- Data excerpts -
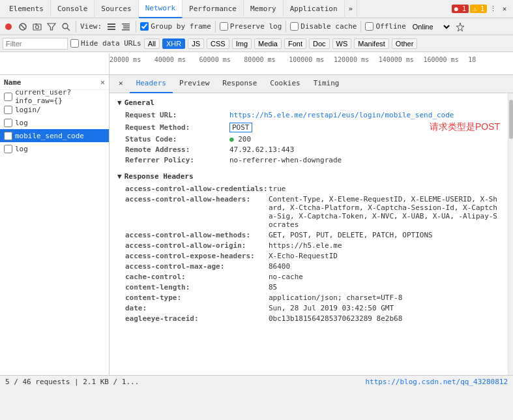 Image resolution: width=513 pixels, height=420 pixels. What do you see at coordinates (385, 287) in the screenshot?
I see `cl-value: 85` at bounding box center [385, 287].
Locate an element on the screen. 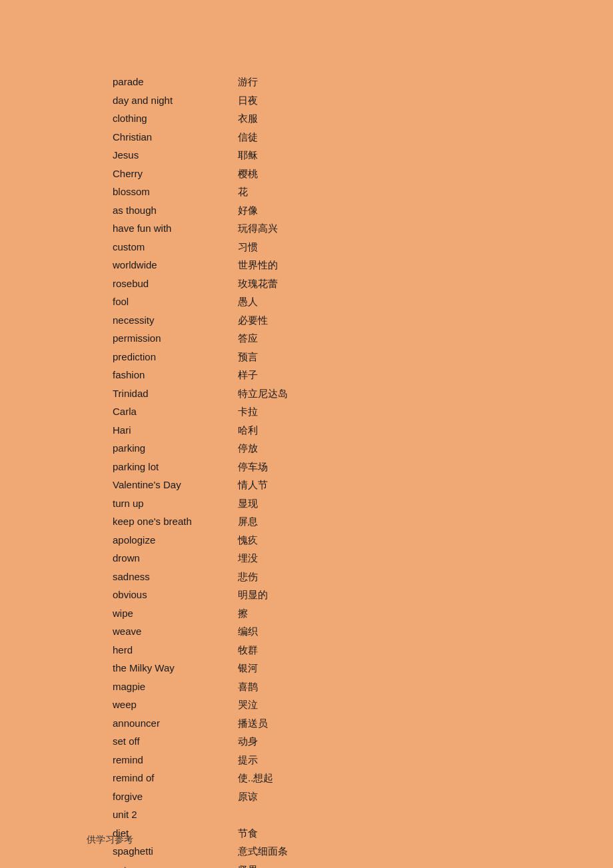 This screenshot has width=613, height=868. english-word: parade is located at coordinates (173, 82).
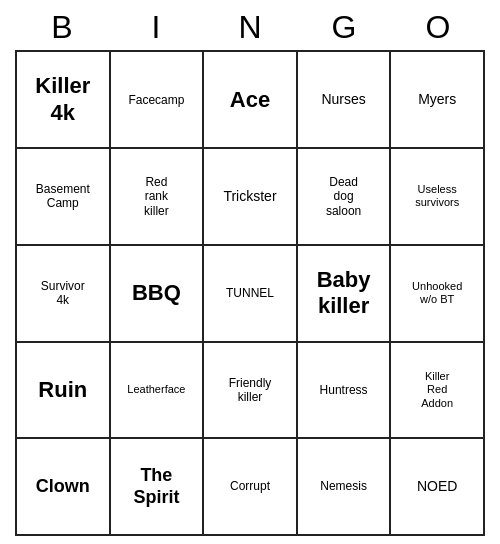  What do you see at coordinates (344, 196) in the screenshot?
I see `cell-label: Deaddogsaloon` at bounding box center [344, 196].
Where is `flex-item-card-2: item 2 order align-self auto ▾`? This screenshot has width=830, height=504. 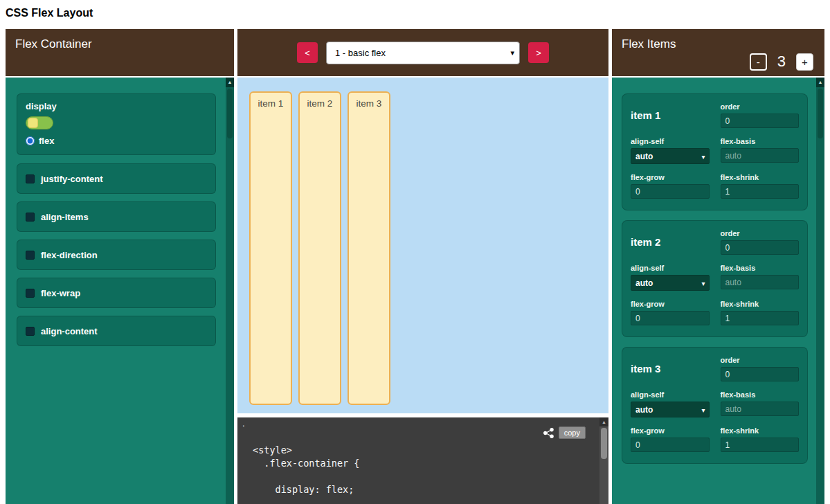
flex-item-card-2: item 2 order align-self auto ▾ is located at coordinates (714, 278).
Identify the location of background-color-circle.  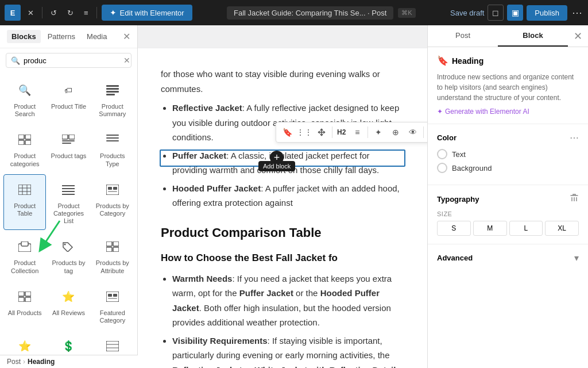
(442, 168).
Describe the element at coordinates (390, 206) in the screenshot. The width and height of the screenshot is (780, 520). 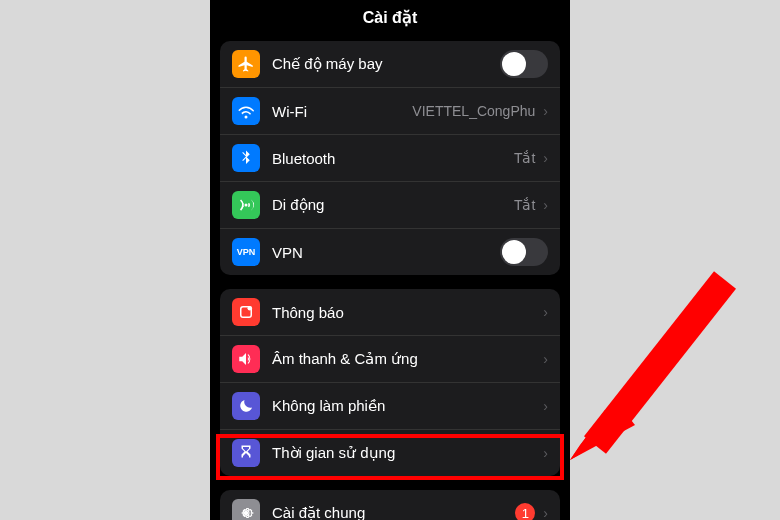
I see `cellular-row: Di động Tắt ›` at that location.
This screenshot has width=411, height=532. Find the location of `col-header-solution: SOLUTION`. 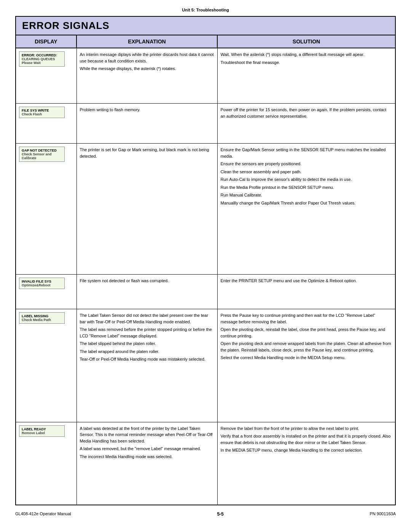

col-header-solution: SOLUTION is located at coordinates (306, 42).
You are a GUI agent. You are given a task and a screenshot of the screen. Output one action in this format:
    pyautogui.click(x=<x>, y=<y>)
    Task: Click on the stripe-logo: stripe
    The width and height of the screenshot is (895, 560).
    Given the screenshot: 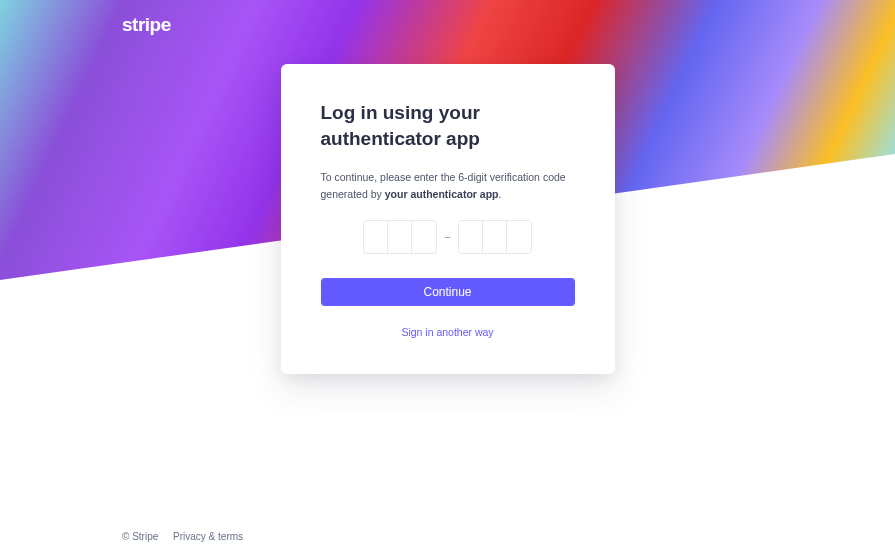 What is the action you would take?
    pyautogui.click(x=146, y=25)
    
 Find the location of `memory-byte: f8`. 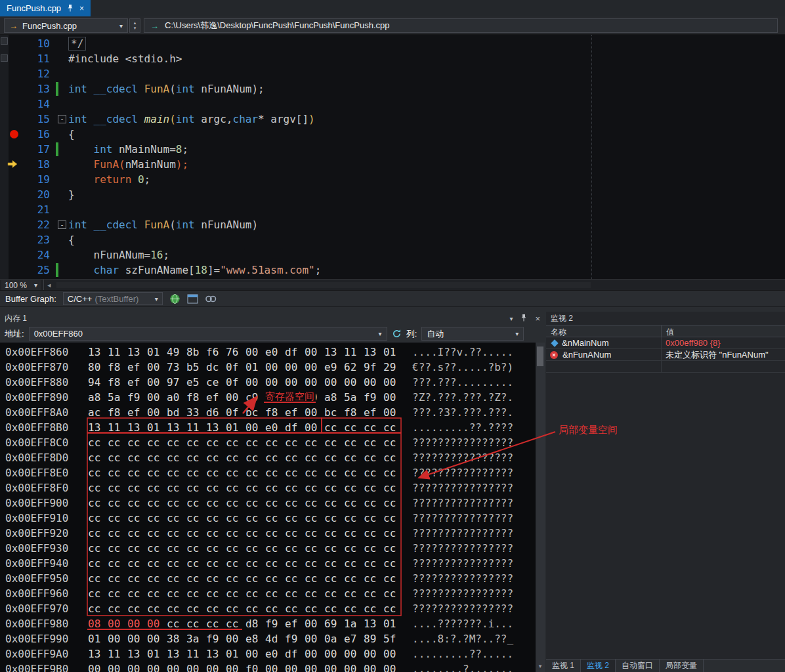

memory-byte: f8 is located at coordinates (275, 412).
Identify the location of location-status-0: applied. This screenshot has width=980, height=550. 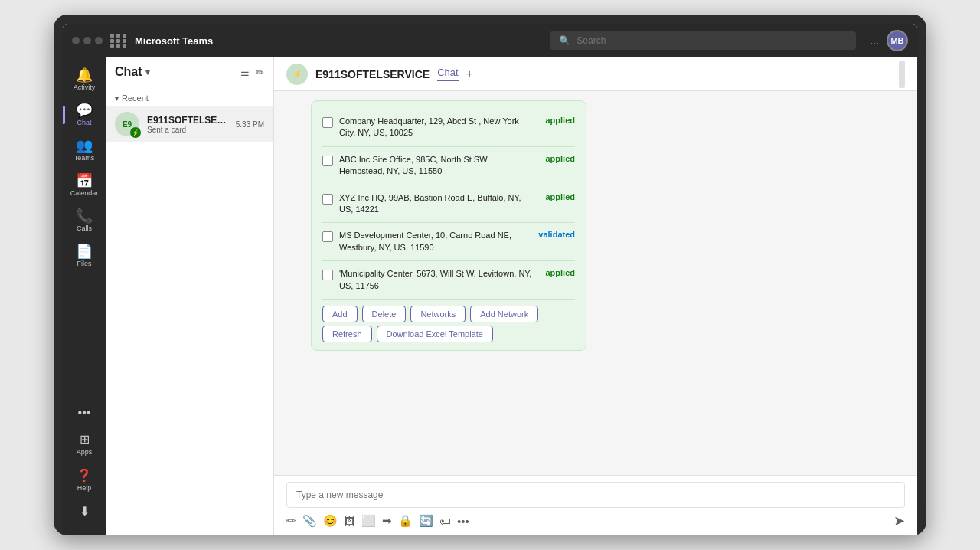
(560, 120).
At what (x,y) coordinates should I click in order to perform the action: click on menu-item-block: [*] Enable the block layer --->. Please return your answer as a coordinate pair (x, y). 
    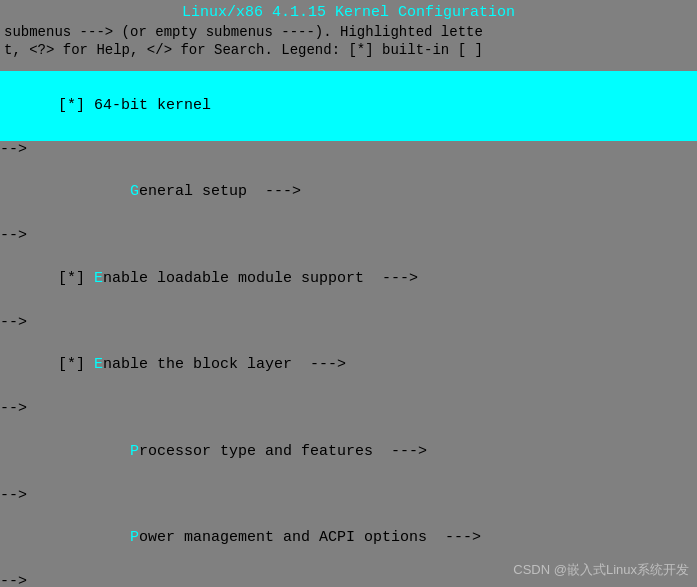
    Looking at the image, I should click on (348, 366).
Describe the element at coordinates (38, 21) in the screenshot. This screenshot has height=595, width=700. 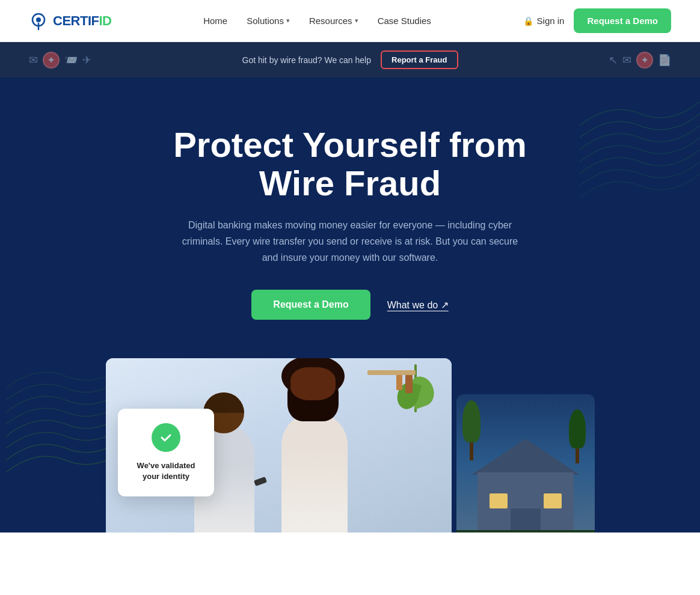
I see `certifid-logo-icon` at that location.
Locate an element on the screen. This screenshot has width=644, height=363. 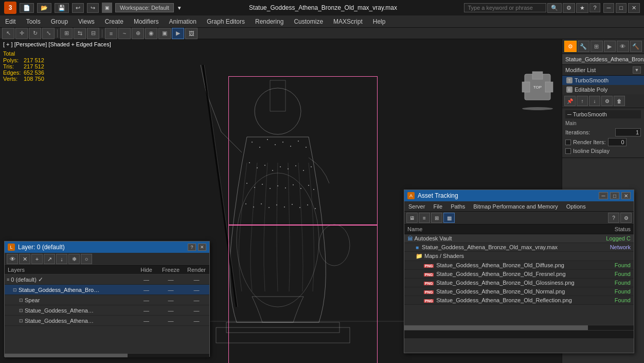
asset-menu-paths: Paths is located at coordinates (458, 206).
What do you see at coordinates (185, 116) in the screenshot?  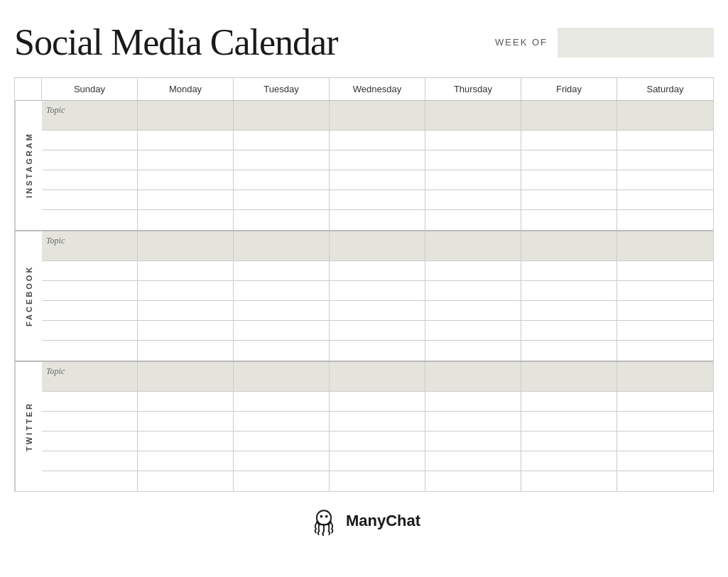 I see `instagram-monday-topic` at bounding box center [185, 116].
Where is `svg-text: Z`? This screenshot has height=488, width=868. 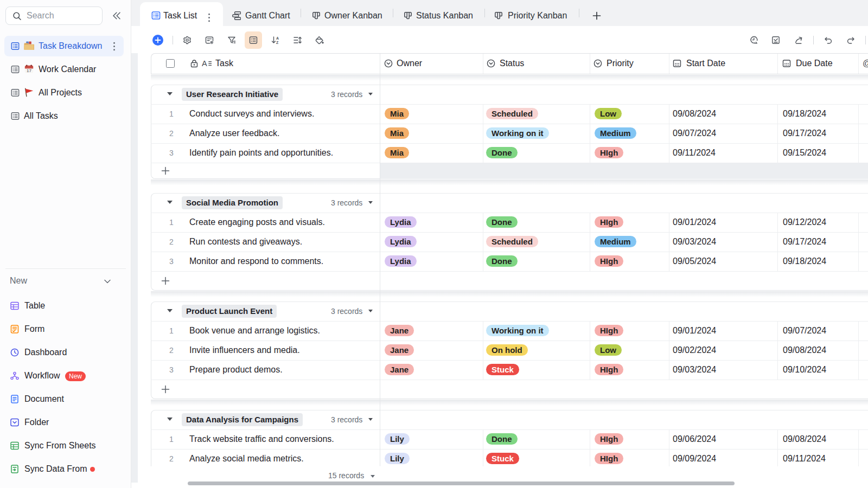 svg-text: Z is located at coordinates (278, 42).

- Assignment -
Set the pictures aside and retype exactly the lines above from the line with "has width=830, height=504." to the line with "Task: Click on the stripe-logo: stripe", both included, adding no others.

- Written solution -
Where is `flex-item-card-2: item 2 order align-self auto ▾`? This screenshot has width=830, height=504. 
flex-item-card-2: item 2 order align-self auto ▾ is located at coordinates (714, 278).
Identify the location of background-color-circle.  
(442, 168).
Describe the element at coordinates (390, 206) in the screenshot. The width and height of the screenshot is (780, 520). 
I see `cellular-row: Di động Tắt ›` at that location.
This screenshot has width=411, height=532. Find the location of `col-header-solution: SOLUTION`. 

col-header-solution: SOLUTION is located at coordinates (306, 42).
You are a GUI agent. You are given a task and a screenshot of the screen. Output one action in this format:
    pyautogui.click(x=<x>, y=<y>)
    Task: Click on the stripe-logo: stripe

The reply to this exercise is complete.